AIDS Treatment News No. 009 - August 1, 1986
John S. James
No breakthrough came out of the Paris conference, or at least none recognized as such. We shouldn't expect breakthroughs, because it would be very wrong to conceal important news in order to make a splash at the next meeting. Instead, this conference reported the routine advances which offer major leads for new research. And it portrayed a developing world-wide catastrophe which cries out for appropriate institutional and social response.
There is no way to summarize the abstracts of the conference in this column; the material is so vast that just reading all the titles takes over an hour. Instead, we will mention a few of the highlights selected by several AIDS experts who attended the Paris conference, and who reported on it at a 90-minute session at the "AIDS/ARC: Update '86" conference at the University of California in San Francisco last week. We cannot do justice to this session, and suggest that you get a tape of it if you want to find out more about the results presented in Paris; a phone number for ordering the tape is given below. Meanwhile, here are a few of the important points discussed; comments by this writer are in parentheses.
(1) One panelist reported that there is less emphasis on immune boosters and more on viral inhibition instead. (However, other experts are moving toward drug combinations of antivirals plus immune boosters. Others are emphasizing the importance of infection through direct contact of cells in the blood, which suggests that killing virus particles in the bloodstream may do only part of the joib, while drugs like AZT which work inside the cell might be more effective.)
(2) The question of whether intestinal parasites wuch as amebas are cofactors which help the AIDS virus establish itself and cause the disease is still up in the air. The tests to find out for sure would be very complicated, and no one seems to be doing that work now.
(Here we see another major failure of public policy in handling the AIDS epidemic. Since much evidence suggests that parasites and other cofactors play an important role, this question should clearly be followed up. Since we aren't going to get a conclusive answer, we should probably assume that the answer is yes, because this way the cost of being wrong will be so much less. Unfortunately, individuals as well as public agencies find it hard to commit themselves unless they have definite answers.)

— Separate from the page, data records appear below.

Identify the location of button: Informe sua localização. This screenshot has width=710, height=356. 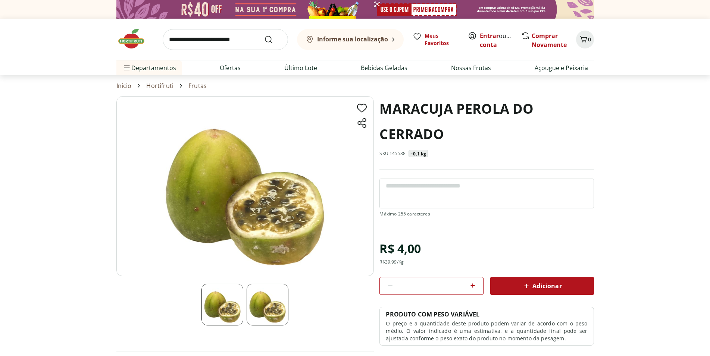
(351, 40).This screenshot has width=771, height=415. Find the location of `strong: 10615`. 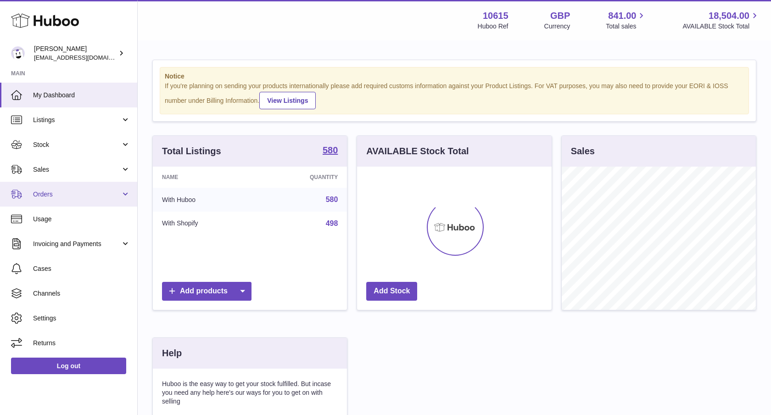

(3) In San Francisco, safe-sex education has been notably successful and has dramatically reduced new infections. (Unfortunately, the rate of new cases and deaths here will continue to rise for a time, because these cases represent infections acquired months or years ago, before the widespread change to safe sex.) But in most parts of the world, basic AIDS information has not penetrated. Education could stop the spread of AIDS everywhere, but in most places it is not being used.
(The Federal government has refused to fund the kind of education which has proved effective in San Francisco. Gay organizations alone don't have nearly enough money to cover the whole country in time. State and local governments seldom fund work outside their borders, and foundations and mainstream churches have largely stood aside.)

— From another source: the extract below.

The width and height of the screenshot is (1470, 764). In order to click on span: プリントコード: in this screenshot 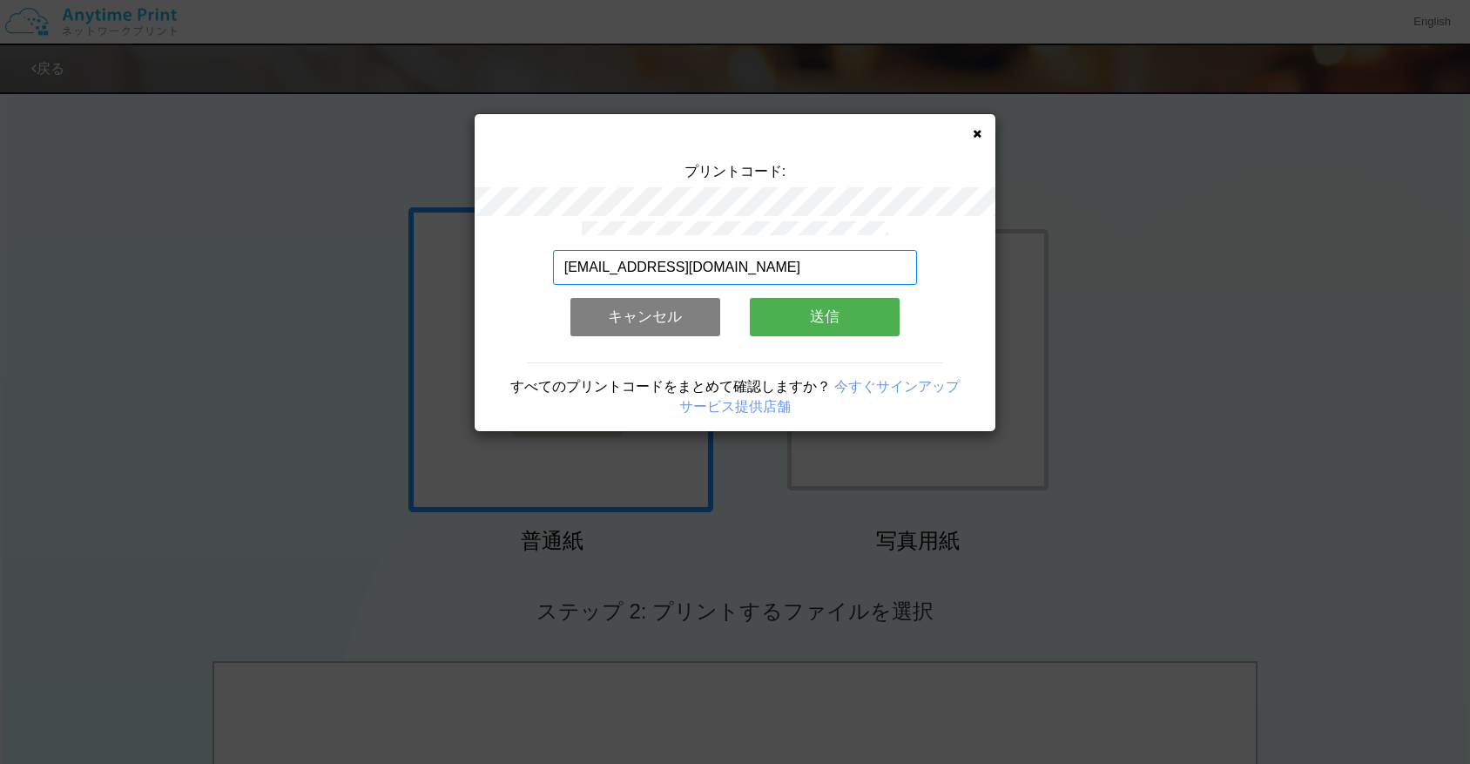, I will do `click(735, 171)`.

(4) Central Africa is particularly critical. Millions of people may be infected already, by heterosexual contact and by sharing of needles used for medicines. These countries don't have enough resources for effective prevention programs.
An undercurrent at the Paris conference was that the Africans there were not being cooperative. The reality is much more complicated. The African scientists had to speak in terms acceptable to their governments, which are afraid that an AIDS panic will damage their shaky economies. Damage has already happened; ships have stopped coming to ports after widespread publicity to unconfirmed reports of AIDS among prostitutes there.

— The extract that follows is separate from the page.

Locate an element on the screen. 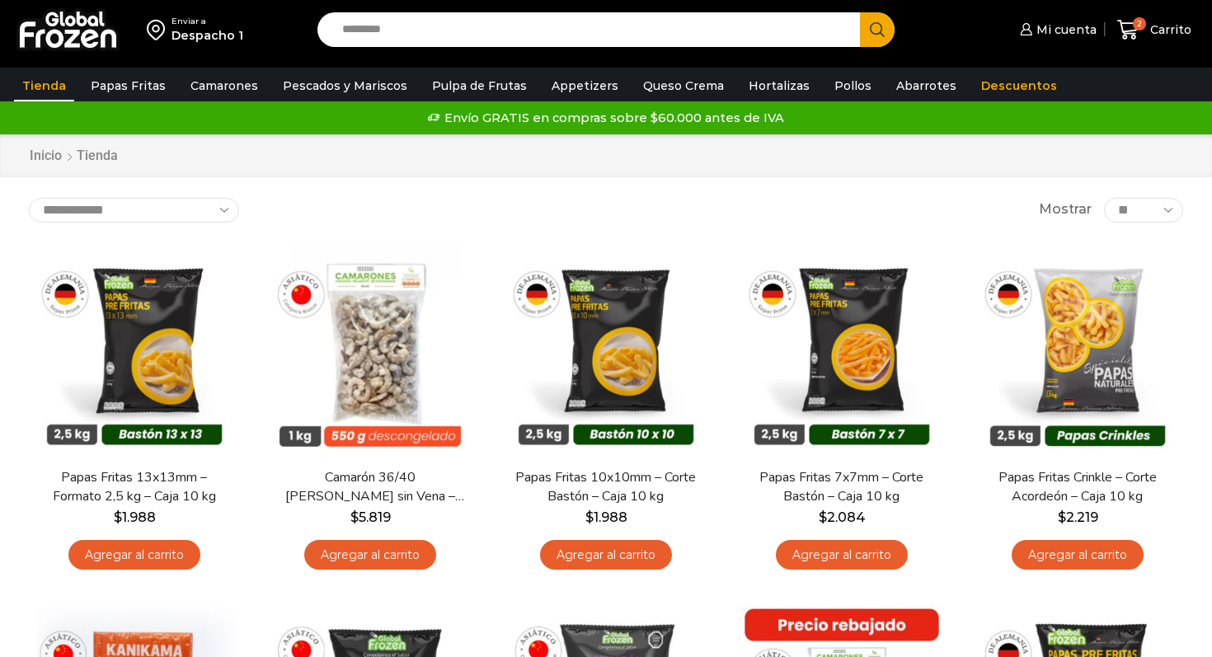 This screenshot has width=1212, height=657. button: Search button is located at coordinates (877, 30).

African countries also resent the treatment they often receive from foreign scientists. Research teams come in, take the data out, and then don't share their findings with the country's government or scientists. The excuse is that they cannot release the information before its publication in a technical journal. (This problem is also delaying AIDS researcyh and treatment development in the U.S. Many journals demand that authors keep their results secret until the publication date, usually many months after the scientists submitted the paper. During this time, other researchers who could benefit from the information don't know about it.)
(5) In the U.S., AIDS is spreading much faster now among IV drug users than among gay men. New studies reported at Paris show that almost all the IV users now know that they can get AIDS from sharing needles. Many have stopped sharing, but most continue to do so because clean needles are not available.
(The obvious solution of making clean needles available, for example by allowing sale without a prescription in drug stores, as needles used to be sold, usually gets blocked by political forces. The best available alternative may be teaching effective sterilization of "works", or use of veterinary needles, which are not controlled. Ultimately, we must inform the public that dirty needles are bringing AIDS into the heterosexual population, where it may become epidemic through sexual contact once a critical mass is reached. Opinions will differ on particular public-health measures, but each should be considered on its merits; political posturing at the expense of AIDS control now threatens not just gays, but everybody.)
The panel of speakers covered many more areas, such as AIDS in women, neurological complications, and the difficulties of vaccine development. A second panel of persons with AIDS or ARC then commented on the reports. You can order a tape of this meeting for $8.00 (plus $1.00 shipping) from InfoMedix. Ask for tape number S226-III, "Report from the Paris Meeting", at the AIDS/ARC: Update '86 conference at the University of California in San Francisco.